Monday, Dec. 07, 1953
A Vote for Acquittal
As study after study has established a correlation between prolonged cigarette smoking and lung cancer, nobody has been more concerned, or more silent, than U.S. cigarette makers. Last week, following news that the tars from cigarette smoke have now been proved to cause cancer in mice (TIME, Nov. 30), one of the industry's leaders broke silence. To Paul M. Hahn, president of the American Tobacco Co. (Lucky Strikes), the case against cigarettes is still unproved. Said he:
"No one has yet proved that lung cancer in any human being is directly traceable to tobacco or to its products in any form . . . There are a few scientists who report that by using a high concentration of cigarette smoke--entirely different from the smoke which a person draws from a cigarette--and painting it on the skins of mice, they have produced skin cancers on the mice. On the other hand, there are many more scientists of high repute who have made similar experiments and have reported that no cancers were produced. Moreover, all scientists agree that there is no known relation between skin cancers on mice and lung cancers in humans . . ."
Tobaccoman Hahn revealed that his company has been quietly supporting research of its own "in this field, within its own laboratory and in independent institutions.* It is our policy . . . to extend cooperation to projects where we believe that the researchers are approaching and will approach the subject without prejudice and without preconceived opinions . . . We are confident that long-range, impartial investigation . . . will confirm the view that neither tobacco nor its products contributes to the incidence of lung cancer."
* E.g., by giving $250,000 to the Damon Runyon Memorial Cancer Fund, which supports New York University's Institute of Industrial Medicine, which is trying to find the cancer-causing factor in cigarette tar.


## Task brief:
Your task is to copy each line of the material that includes "Affinity".
-- Opening Marker --
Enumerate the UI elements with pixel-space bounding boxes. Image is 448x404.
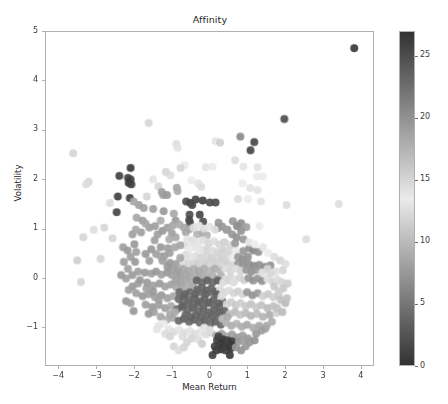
- y-tick-mark: [42, 229, 45, 230]
- y-tick-label: 5: [9, 26, 38, 35]
- x-tick-label: 0: [195, 371, 225, 380]
- x-tick-mark: [247, 366, 248, 369]
- matplotlib-figure: Affinity Mean Return Volatility −1012345…: [0, 0, 448, 404]
- x-tick-label: −1: [157, 371, 187, 380]
- colorbar-tick-label: 15: [420, 174, 446, 183]
- colorbar-gradient: [400, 32, 414, 365]
- colorbar-tick-mark: [415, 366, 418, 367]
- y-tick-mark: [42, 130, 45, 131]
- chart-title: Affinity: [45, 14, 375, 25]
- x-tick-mark: [96, 366, 97, 369]
- x-tick-label: −2: [119, 371, 149, 380]
- colorbar: [399, 31, 415, 366]
- y-tick-label: 2: [9, 174, 38, 183]
- colorbar-tick-mark: [415, 242, 418, 243]
- colorbar-tick-mark: [415, 180, 418, 181]
- colorbar-tick-label: 25: [420, 50, 446, 59]
- y-tick-mark: [42, 80, 45, 81]
- x-tick-mark: [361, 366, 362, 369]
- y-tick-label: −1: [9, 322, 38, 331]
- y-tick-mark: [42, 278, 45, 279]
- x-tick-label: 1: [232, 371, 262, 380]
- y-tick-label: 1: [9, 223, 38, 232]
- colorbar-tick-label: 5: [420, 298, 446, 307]
- x-tick-mark: [134, 366, 135, 369]
- x-tick-mark: [58, 366, 59, 369]
- x-tick-label: 3: [308, 371, 338, 380]
- colorbar-tick-mark: [415, 56, 418, 57]
- x-axis-label: Mean Return: [45, 382, 374, 392]
- x-tick-mark: [323, 366, 324, 369]
- x-tick-label: −4: [43, 371, 73, 380]
- y-tick-mark: [42, 31, 45, 32]
- y-tick-mark: [42, 327, 45, 328]
- y-tick-label: 4: [9, 75, 38, 84]
- x-tick-label: −3: [81, 371, 111, 380]
- x-tick-mark: [285, 366, 286, 369]
- x-tick-mark: [172, 366, 173, 369]
- x-tick-label: 4: [346, 371, 376, 380]
- y-axis-label: Volatility: [13, 143, 23, 223]
- y-tick-label: 3: [9, 124, 38, 133]
- colorbar-tick-label: 20: [420, 112, 446, 121]
- y-tick-label: 0: [9, 273, 38, 282]
- colorbar-tick-label: 10: [420, 236, 446, 245]
- scatter-plot-axes: [45, 31, 374, 366]
- x-tick-mark: [210, 366, 211, 369]
- y-tick-mark: [42, 179, 45, 180]
- scatter-points-canvas: [46, 32, 373, 365]
- x-tick-label: 2: [270, 371, 300, 380]
- colorbar-tick-mark: [415, 118, 418, 119]
- colorbar-tick-mark: [415, 304, 418, 305]
- colorbar-tick-label: 0: [420, 361, 446, 370]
-- Closing Marker --
## Final answer:
- matplotlib-figure: Affinity Mean Return Volatility −1012345…: [0, 0, 448, 404]
- chart-title: Affinity: [45, 14, 375, 25]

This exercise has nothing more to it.